By Rahul Bhide
Workplace diversity, equity, and inclusion (DEI) is important not only because it is the right thing for organizations to do but also because it can deliver improved business outcomes: HBR has been writing about that linkage since 1996. Employees also care about DEI; 76% of employees and job seekers said diversity was important when considering job offers. Amidst successful votes for racial equity audits at firms like McDonald’s, Apple, Johnson & Johnson and Home Depot, it is increasingly clear that there is a significant appetite to understand where to focus future efforts and whether DEI initiatives are generating meaningful results.
According to CultureAmp’s 2022 Workplace DEI Landscape report, although most organizations (83%) are collecting DEI data, only a handful are analyzing pay equity (only 15% do it more than once a year) and performance equity (only 29% do it once per cycle, all others less than once per cycle or never).
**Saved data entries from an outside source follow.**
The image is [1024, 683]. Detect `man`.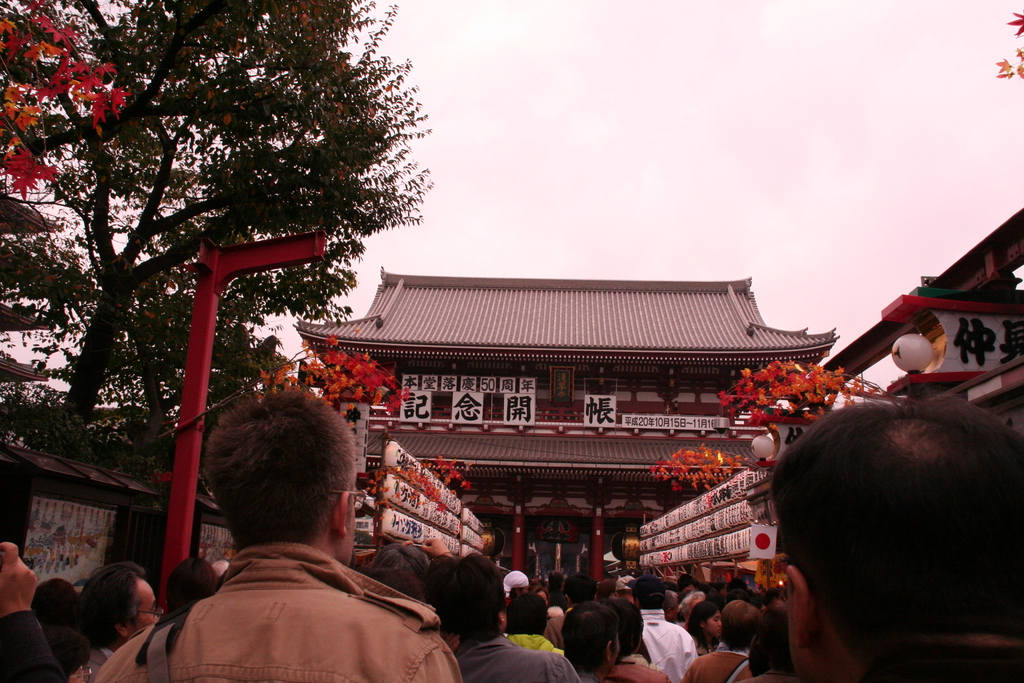
Detection: select_region(124, 404, 448, 677).
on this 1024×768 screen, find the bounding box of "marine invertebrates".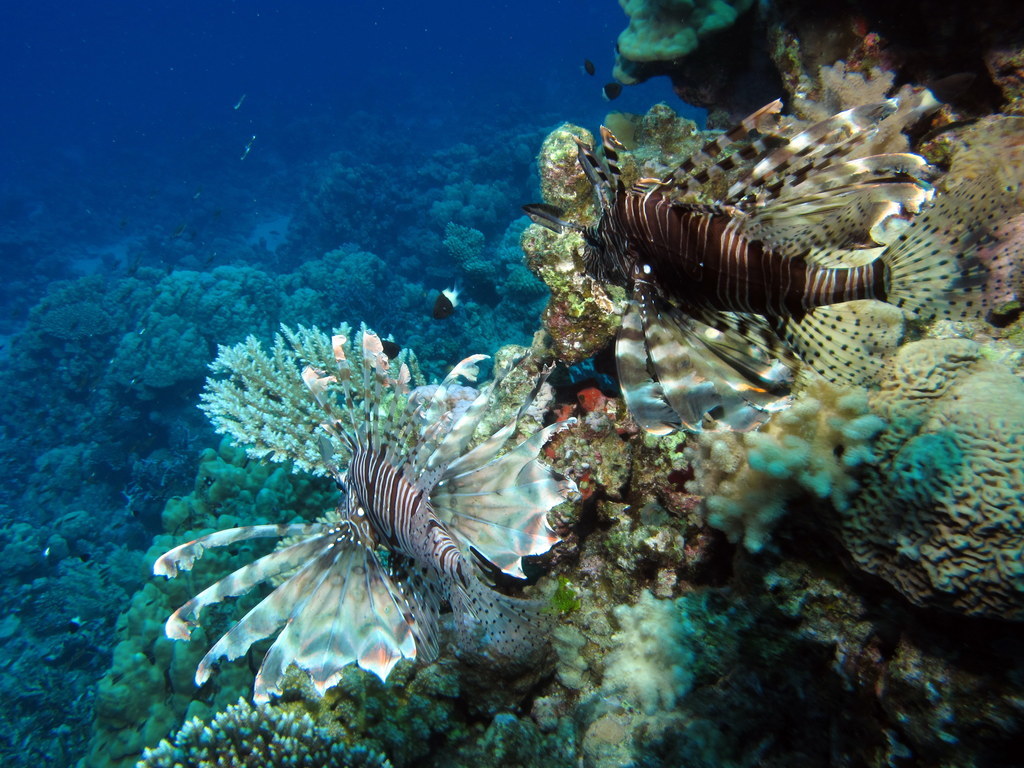
Bounding box: BBox(121, 184, 322, 287).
Data sharing is limited: only 34% of companies share DEI data outside of the executive team. Most importantly, less than half of organizations actually used DEI data to make decisions, despite wanting to do so. Organizations keen to make data-driven DEI/HR decisions are hampered by existing HR information systems’ data sharing limitations and static analysis that often relies on analysts manually gathering data and running analyses periodically.
Solution
Dandi is the data analytics platform for DEI, enabling organizations to make data-driven DEI decisions. Dandi starts by pulling in information from any major HR information system or data store, and then allows anyone from CEOs to DEI teams to analyze the organization at a macro level and drill down for specific intersectional insights. Dandi is also launching a user-friendly tool to allow non-technical employees the ability to import new data files/feeds, and define new metrics.
Why We Invested
The founding team at Dandi is one of the strongest we've seen in the DEI space. Building on extensive technical backgrounds and a deep knowledge of the HR tech space, they’ve developed a best-in-class product. Dandi is able to work with all major HR information systems and data stores, and includes powerful dashboards to move from high-level to granular analysis, exportable reports, and regularly refreshed data.
Despite not having officially launched, Dandi has secured several early customers through the founding team’s network and received sustained inbound interest from companies very interested in what they have to offer, building early traction while being extremely capital efficient.
Impact
We believe that Dandi will enable employers to become more diverse, equitable and inclusive by enabling more accurate, more granular, more automated, and more accessible DEI analysis. There is also the potential for Dandi to collect the data to be able to link business performance to DEI at a granular level, which could be game-changing from an impact perspective. Additionally, as Dandi reaches significant scale, its aggregated (and anonymized) dataset will be an enormously valuable source of insights for HR/DEI teams, leadership teams, and policymakers.
We’ve seen Dandi in action and the results are significant for early applications; after one client engaged with Dandi, they identified and reduced gender pay gaps from 10% to 2.5%. After being deployed at another company, voluntary data collection for ethnicities went from 25% to 90%+ in a quarter. At another client, Dandi identified pay gaps between those who identified as primary caregivers and those who didn’t, and was able to support the client in addressing those.